3. The NEA can be used only if the ’emergency’ involves using the military

And we’re not done yet. The NEA activates a specific section of law governing military construction spending, funding the administration wants to raid for the wall. Law professors have argued that the section is activated only by an emergency that “requires the use of the armed forces,” at which point only construction that is “necessary to support such use of the armed forces” can occur. Others add that the wall simply doesn’t match the statute’s detailed definitions of the kind of projects it allows.

All this is before we get to private lawsuits fighting the eminent domain the government will presumably use to acquire needed land along the border. It is certainly before the political blowback from members of Congress angry about the loss of their favored long-standing military construction projects — both as a result of the national emergency declaration, and if and when the administration redirects another $3.1 billion from not yet fully identified sources.

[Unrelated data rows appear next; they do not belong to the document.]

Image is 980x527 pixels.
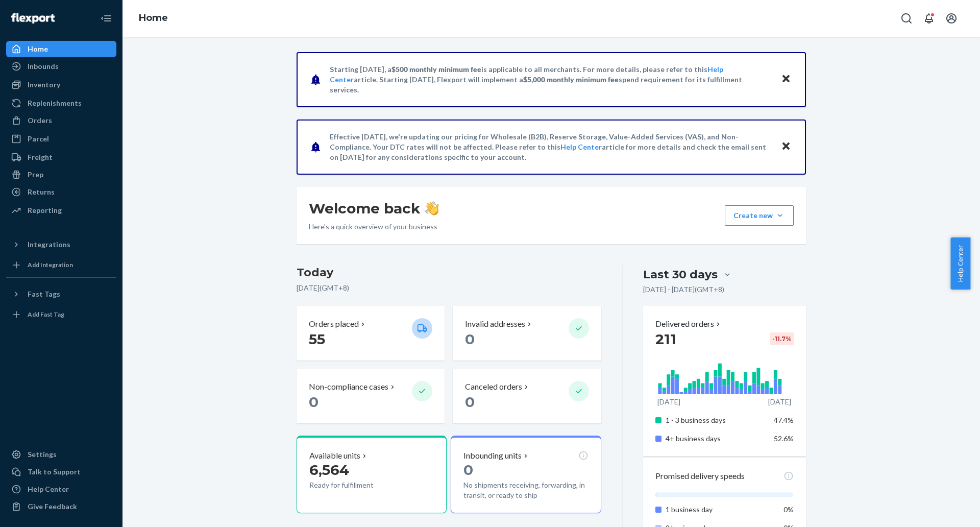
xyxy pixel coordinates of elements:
[28,170,43,180] div: Prep
[28,133,49,144] div: Parcel
[6,463,116,480] button: Talk to Support
[6,446,116,462] a: Settings
[28,289,60,300] div: Fast Tags
[6,286,116,302] button: Fast Tags
[28,98,82,108] div: Replenishments
[36,7,57,16] span: Chat
[28,484,69,494] div: Help Center
[309,480,404,490] p: Ready for fulfillment
[28,450,57,460] div: Settings
[330,65,771,95] p: Starting [DATE], a is applicable to all merchants. For more details, please refer to this article...
[424,202,439,215] img: hand-wave emoji
[96,8,116,28] button: Close Navigation
[6,149,116,165] a: Freight
[28,310,65,319] div: Add Fast Tag
[6,202,116,219] a: Reporting
[655,470,744,482] p: Promised delivery speeds
[28,61,59,71] div: Inbounds
[465,318,525,330] p: Invalid addresses
[297,283,601,293] p: [DATE] ( GMT+8 )
[665,433,766,443] p: 4+ business days
[6,77,116,93] a: Inventory
[780,72,792,87] button: Close
[391,65,481,73] span: $500 monthly minimum fee
[28,260,73,270] div: Add Integration
[665,415,766,425] p: 1 - 3 business days
[6,166,116,183] a: Prep
[6,183,116,200] a: Returns
[309,450,361,462] p: Available units
[309,462,349,479] span: 6,564
[6,59,116,75] a: Inbounds
[28,187,54,197] div: Returns
[523,75,619,84] span: $5,000 monthly minimum fee
[770,332,793,345] div: -11.7 %
[28,239,71,250] div: Integrations
[6,112,116,128] a: Orders
[560,142,601,152] a: Help Center
[6,481,116,498] a: Help Center
[28,80,60,90] div: Inventory
[330,132,771,163] p: Effective [DATE], we're updating our pricing for Wholesale (B2B), Reserve Storage, Value-Added Se...
[463,462,473,479] span: 0
[6,40,116,57] a: Home
[309,394,318,411] span: 0
[657,397,681,407] p: [DATE]
[28,44,48,54] div: Home
[453,369,601,424] button: Canceled orders 0
[896,8,916,28] button: Open Search Box
[451,436,601,513] button: Inbounding units0No shipments receiving, forwarding, in transit, or ready to ship
[463,450,521,462] p: Inbounding units
[309,381,388,393] p: Non-compliance cases
[774,434,793,443] span: 52.6%
[768,397,791,407] p: [DATE]
[6,307,116,323] a: Add Fast Tag
[783,505,793,514] span: 0%
[6,499,116,515] button: Give Feedback
[297,369,445,424] button: Non-compliance cases 0
[6,257,116,273] a: Add Integration
[918,8,939,28] button: Open notifications
[28,205,62,215] div: Reporting
[774,416,793,425] span: 47.4%
[297,436,447,513] button: Available units6,564Ready for fulfillment
[6,237,116,253] button: Integrations
[309,199,439,218] h1: Welcome back
[297,264,601,281] h3: Today
[465,381,522,393] p: Canceled orders
[11,13,54,23] img: Flexport logo
[309,318,359,330] p: Orders placed
[465,394,475,411] span: 0
[28,501,77,512] div: Give Feedback
[941,8,961,28] button: Open account menu
[28,152,52,163] div: Freight
[453,306,601,361] button: Invalid addresses 0
[28,467,81,477] div: Talk to Support
[131,3,176,34] ol: breadcrumbs
[643,267,718,282] div: Last 30 days
[655,331,676,348] span: 211
[665,505,766,515] p: 1 business day
[139,12,168,23] a: Home
[724,205,793,226] button: Create new
[463,480,588,500] p: No shipments receiving, forwarding, in transit, or ready to ship
[655,318,722,330] button: Delivered orders
[28,115,52,126] div: Orders
[950,238,970,289] button: Help Center
[6,131,116,147] a: Parcel
[465,331,475,348] span: 0
[6,95,116,111] a: Replenishments
[309,221,439,232] p: Here’s a quick overview of your business
[643,284,724,294] p: [DATE] - [DATE] ( GMT+8 )
[780,140,792,154] button: Close
[309,331,325,348] span: 55
[297,306,445,361] button: Orders placed 55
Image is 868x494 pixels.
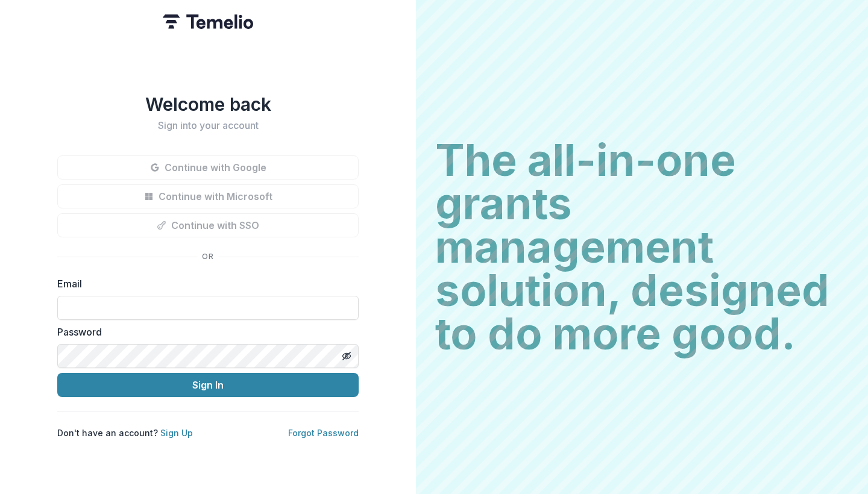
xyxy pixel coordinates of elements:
h2: Sign into your account [57,120,359,132]
label: Password [57,325,352,340]
a: Sign Up [161,428,193,438]
label: Email [57,276,352,291]
button: Continue with Microsoft [57,184,359,209]
h1: Welcome back [57,93,359,115]
img: Temelio [163,15,254,29]
p: Don't have an account? [57,427,193,440]
button: Continue with SSO [57,213,359,238]
button: Toggle password visibility [337,346,357,365]
button: Sign In [57,373,359,397]
button: Continue with Google [57,155,359,179]
a: Forgot Password [288,428,359,438]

When pork has clashed with presidential definitions of the public good, pork has a good track record.

Will Congress allow the emergency declaration to stand?

The best possibility the president can hope for, then, is a long delay before any actual wall is built. Congress could answer all the legal questions above — and protect its vital power of the purse — by using the NEA’s procedure to rescind the president’s declaration. It might even revisit the NEA itself.

But that would require a veto-proof majority. Although plenty of members of Congress are on record denouncing executive overreach, that record also shows a near perfect negative correlation between legislative outrage and shared party affiliation across the branches.

The Youngstown case speaks to this point, too. “The opinions of judges, no less than executives and publicists,” Jackson wrote, “often suffer the infirmity of confusing the issue of a power’s validity with the cause it is invoked to promote, of confounding the permanent executive office with its temporary occupant.” A key question looms: Does that go for lawmakers as well?